For most of history following colonialism, deforestation was caused by indigenous tribes in the Amazon rainforest who cut down trees to produce crops for their families and other community members. This was a mostly low form of deforestation that had no real effect on the rainforest.
“Forest-dwelling indigenous peoples practiced “shifting cultivation” sometimes called “slash and burn.”” Shifting cultivation was a successful adaptation to one of the most challenging living environments. Since these early peoples were semi-sedentary, when they moved the garden plots they left behind were able to reabsorb into the environment. When the Spaniards arrived, they envisioned a different future for Brazil’s natural resources.
“Railroads multiplied miraculously, as did exported tons of sugar, coffee, copper, grain, nitrate, tin, cacao, rubber, bananas, beef, wool, and tobacco.”
Elite and middle class Latin Americans could profit from the export boom: a half century of rapid economic growth, never equaled in Latin America before or since. The Amazon Rubber Boom was also an effect of neocolonialism: the use of economic, cultural, and political pressures to control or influence other countries. The South Amerindians first discovered rubber around 1600BC and they developed ways to extract latex from the stem of the rubber tree. When latex is exposed to air for 12-24 hours, its pH falls which turns it into a big mass of rubber.
“The latex sap of the rubber tree was a raw material consumed especially in the United States for tires”
During the Industrial Revolution, rubber was exclusively found in the Amazon Basin. It was an expensive and desirable commodity that would create wealth for anyone brave enough to invest in it. Soon enough, natural rubber was held in high esteem in the industries of Europe and North America and demanded a high price. The Amazon was dependable for agriculture crops due to the abundant rainfall but the exuberant vegetation means the soil is thin. The Amazonian soils are of marginal fertility and when the rubber barons cleared the land for agriculture, the tropical soils started to produce disappointing yields after a couple years. When the land is cleared, few trees grow back and the original biodiversity is lost. Because of the thinness, Amazonian soil is washed away quickly when the protective tree cover is shorn.
“Ranching, which uses a lot of land and employs few people” is the leading cause of deforestation today in Amazonia. The ranchers are often large-scale speculators which view ranching as a business venture, leaving the ranching up to hired administrators while they sit in large air-conditioned buildings. They will buy large lots of land just to clear them with bulldozers and place cattle on the bare land until the vegetation and soil dry and degrade to the point the cattle can’t live off it anymore. At this point, the ranchers sell the no longer usable land and move on to the next fertile spot.

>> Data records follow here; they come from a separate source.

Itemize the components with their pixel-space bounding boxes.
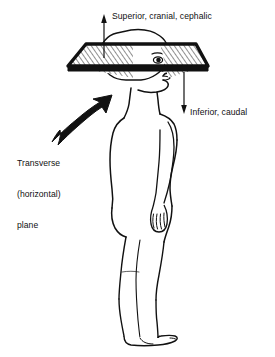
label-superior: Superior, cranial, cephalic: [112, 11, 212, 21]
arrow-up-right-icon: [52, 95, 112, 145]
label-transverse-plane: Transverse (horizontal) plane: [17, 137, 61, 251]
label-transverse-line-2: (horizontal): [17, 189, 61, 199]
label-transverse-line-1: Transverse: [17, 158, 61, 168]
human-body-profile-icon: [100, 30, 177, 346]
anatomical-plane-diagram: Superior, cranial, cephalic Inferior, ca…: [0, 0, 275, 357]
label-inferior: Inferior, caudal: [190, 107, 247, 117]
label-transverse-line-3: plane: [17, 220, 61, 230]
arrow-down-icon: [181, 72, 187, 114]
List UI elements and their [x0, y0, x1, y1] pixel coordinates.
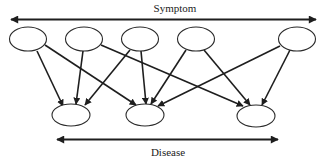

“Even Brazil’s remarkable boom of soy cultivation is a “green revolution” that seems too resource intensive to last”
In 1998, Brazil produced one-quarter of the global soybean harvest: making Brazil the second-largest soybean producer. Future demand from China is a major factor in the extent to which soybean cultivation will spread in Brazil. Much of the soybean planting so far has been in areas outside of tropical forest, such as cerrado. However, Brazilian cerrado is believed to be the most diverse of the world’s savannas in terms of number of species.